Former UFC featherweight champion, Ilia Topuria, surrendered his 145-pound title to purse a second strap in the lightweight division. With Islam Makhachev headed to welterweight, “El Matador” will battle former 155-pound kingpin, Charles Oliveira, for the vacant title atop the UFC 317 pay-per-view (PPV) card next month in Las Vegas.
That’s what makes the timing of his departure “a little bit odd.”
Topuria recently split from his longtime team in favor of a more travel-friend squad. His former head coach was “sad” about the departure but insisted there was no bad blood. Former UFC heavyweight champion Daniel Cormier, who now serves as analyst and color commentator, suggests there may be more to the story.
“Ilia Topuria wants to fight Islam but needs to get through Charles Oliveira first, especially when we are hearing that he and his team are kind of going in separate directions,” Cormier said on his YouTube channel. “Just because of the schedule, they said it’s no bad blood. I really don’t know how, at this point, a month before what will be your opportunity to win a second title, how much effect that will have on Team Topuria.”
Topuria is a sizable betting favorite heading into UFC 317.
“Honestly, if I’m Ilia, I’m still just using those guys because even if I have to do my training camp with someone else,” Cormier continued. “I know that those guys know me so well, that if they can get with me for a week, two weeks, we are still so aligned — especially if there’s no bad blood — we’re still so aligned that we will get through the fight, and we will still be able to coexist. Not only coexist, but also we gel. Right? This is the team that got this guy from a young, young man, to being 16-0 and a UFC champion, beating the two greatest featherweights of all time. So to have that familiarity is very important to an athlete.”
At the same time, changes can be inevitable.
“A lot of times we see athletes switch teams as they get down later into the career — this man is still in the heart of his career,” Cormier said. “So there is something to the idea that we have grown so much that we can’t come together and collaborate on what is going to be one of the biggest moments of his entire fight career, especially knowing those guys have trained him since he was like 15 years old. To me, that’s a little bit odd, but it is what it is.”
We’ll find out for certain next month in Las Vegas.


*WHAT TO DO*. Pull every line that includes the word "this" out of the data below and copy it.

*Data tied to figure images*.
----------------------------------------

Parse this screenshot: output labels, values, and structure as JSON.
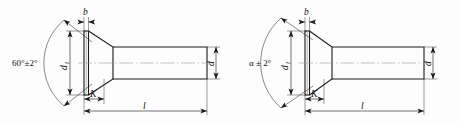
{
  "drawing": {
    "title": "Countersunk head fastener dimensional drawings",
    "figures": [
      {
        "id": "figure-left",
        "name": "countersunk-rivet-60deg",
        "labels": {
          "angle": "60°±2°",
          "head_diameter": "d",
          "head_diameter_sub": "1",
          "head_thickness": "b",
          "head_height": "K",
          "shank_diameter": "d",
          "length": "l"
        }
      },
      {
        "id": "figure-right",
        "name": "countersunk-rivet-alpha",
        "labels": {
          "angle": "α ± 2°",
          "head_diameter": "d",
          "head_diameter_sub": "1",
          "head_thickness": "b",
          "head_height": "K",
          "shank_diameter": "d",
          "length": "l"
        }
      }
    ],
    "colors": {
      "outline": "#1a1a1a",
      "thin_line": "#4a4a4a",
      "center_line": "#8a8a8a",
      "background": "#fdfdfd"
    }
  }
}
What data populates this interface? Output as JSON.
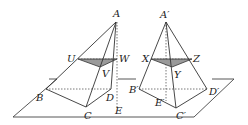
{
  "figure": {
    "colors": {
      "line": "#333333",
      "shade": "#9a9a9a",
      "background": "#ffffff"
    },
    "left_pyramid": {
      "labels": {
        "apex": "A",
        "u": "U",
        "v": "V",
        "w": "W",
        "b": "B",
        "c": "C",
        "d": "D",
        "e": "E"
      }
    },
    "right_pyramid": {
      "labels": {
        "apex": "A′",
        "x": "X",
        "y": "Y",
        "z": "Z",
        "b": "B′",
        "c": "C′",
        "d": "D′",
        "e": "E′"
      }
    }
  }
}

----------------------------------------

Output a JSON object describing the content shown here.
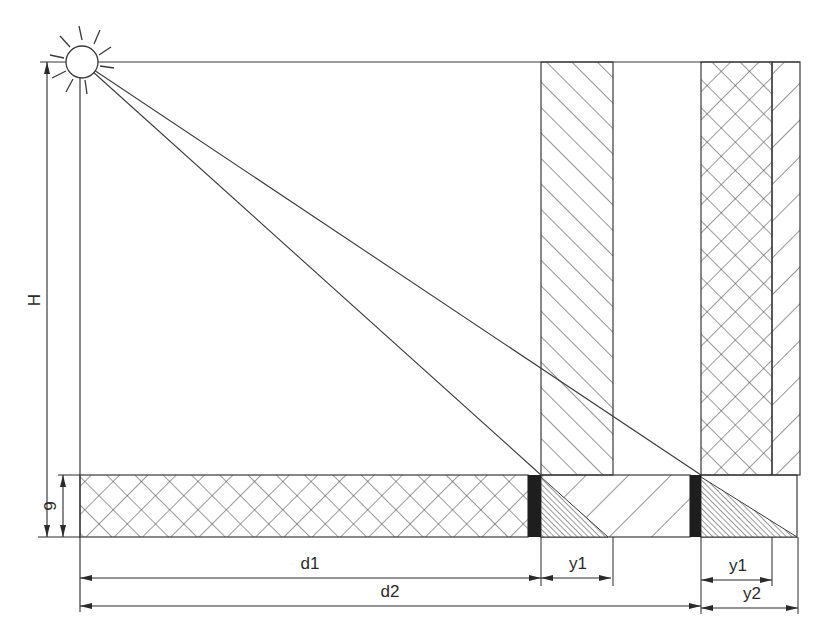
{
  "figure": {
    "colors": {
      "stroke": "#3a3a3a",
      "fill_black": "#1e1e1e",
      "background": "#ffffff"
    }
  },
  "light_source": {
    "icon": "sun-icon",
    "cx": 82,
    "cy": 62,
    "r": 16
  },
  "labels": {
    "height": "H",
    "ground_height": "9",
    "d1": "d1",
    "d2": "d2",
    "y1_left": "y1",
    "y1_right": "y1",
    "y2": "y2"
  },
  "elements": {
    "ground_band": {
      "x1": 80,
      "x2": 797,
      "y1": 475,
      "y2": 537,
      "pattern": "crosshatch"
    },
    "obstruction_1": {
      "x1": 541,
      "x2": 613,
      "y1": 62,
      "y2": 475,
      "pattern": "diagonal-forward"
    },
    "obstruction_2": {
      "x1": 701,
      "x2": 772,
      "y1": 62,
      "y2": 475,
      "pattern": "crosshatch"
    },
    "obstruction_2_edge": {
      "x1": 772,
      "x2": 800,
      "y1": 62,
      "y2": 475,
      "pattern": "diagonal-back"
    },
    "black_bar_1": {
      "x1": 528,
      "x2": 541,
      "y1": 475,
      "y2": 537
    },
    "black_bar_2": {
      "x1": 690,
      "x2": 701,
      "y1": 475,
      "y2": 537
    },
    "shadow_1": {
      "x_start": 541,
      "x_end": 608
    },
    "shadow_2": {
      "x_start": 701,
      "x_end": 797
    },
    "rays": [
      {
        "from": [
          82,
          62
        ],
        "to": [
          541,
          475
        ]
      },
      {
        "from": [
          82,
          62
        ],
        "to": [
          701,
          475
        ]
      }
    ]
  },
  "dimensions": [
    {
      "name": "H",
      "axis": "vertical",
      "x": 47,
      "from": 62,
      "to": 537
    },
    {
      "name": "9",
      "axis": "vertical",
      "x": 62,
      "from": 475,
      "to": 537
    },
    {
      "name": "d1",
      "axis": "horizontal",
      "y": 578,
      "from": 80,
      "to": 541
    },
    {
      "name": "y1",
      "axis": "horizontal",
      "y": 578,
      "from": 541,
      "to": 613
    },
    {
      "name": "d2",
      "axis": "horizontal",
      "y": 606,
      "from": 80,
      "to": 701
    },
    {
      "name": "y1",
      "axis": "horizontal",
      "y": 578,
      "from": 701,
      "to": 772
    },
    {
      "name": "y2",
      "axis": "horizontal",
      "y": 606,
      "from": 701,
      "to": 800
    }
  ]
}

----------------------------------------

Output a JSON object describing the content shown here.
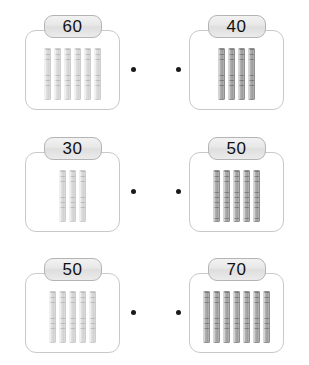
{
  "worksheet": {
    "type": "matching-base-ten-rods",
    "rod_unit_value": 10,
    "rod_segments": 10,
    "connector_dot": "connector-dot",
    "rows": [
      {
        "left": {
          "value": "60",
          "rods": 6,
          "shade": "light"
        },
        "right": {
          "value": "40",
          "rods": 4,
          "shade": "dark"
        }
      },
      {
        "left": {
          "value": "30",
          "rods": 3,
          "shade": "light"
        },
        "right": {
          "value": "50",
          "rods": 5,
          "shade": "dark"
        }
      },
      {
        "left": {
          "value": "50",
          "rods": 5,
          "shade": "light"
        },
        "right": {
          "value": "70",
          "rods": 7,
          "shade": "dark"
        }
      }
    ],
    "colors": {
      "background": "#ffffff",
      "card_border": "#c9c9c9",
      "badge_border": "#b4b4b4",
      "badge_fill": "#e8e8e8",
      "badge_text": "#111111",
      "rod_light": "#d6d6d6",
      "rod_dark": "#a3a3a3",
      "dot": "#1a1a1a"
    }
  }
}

----------------------------------------

*ANSWER BOX*.
Parse this screenshot: output labels, values, and structure as JSON.
What data populates this interface? Output as JSON.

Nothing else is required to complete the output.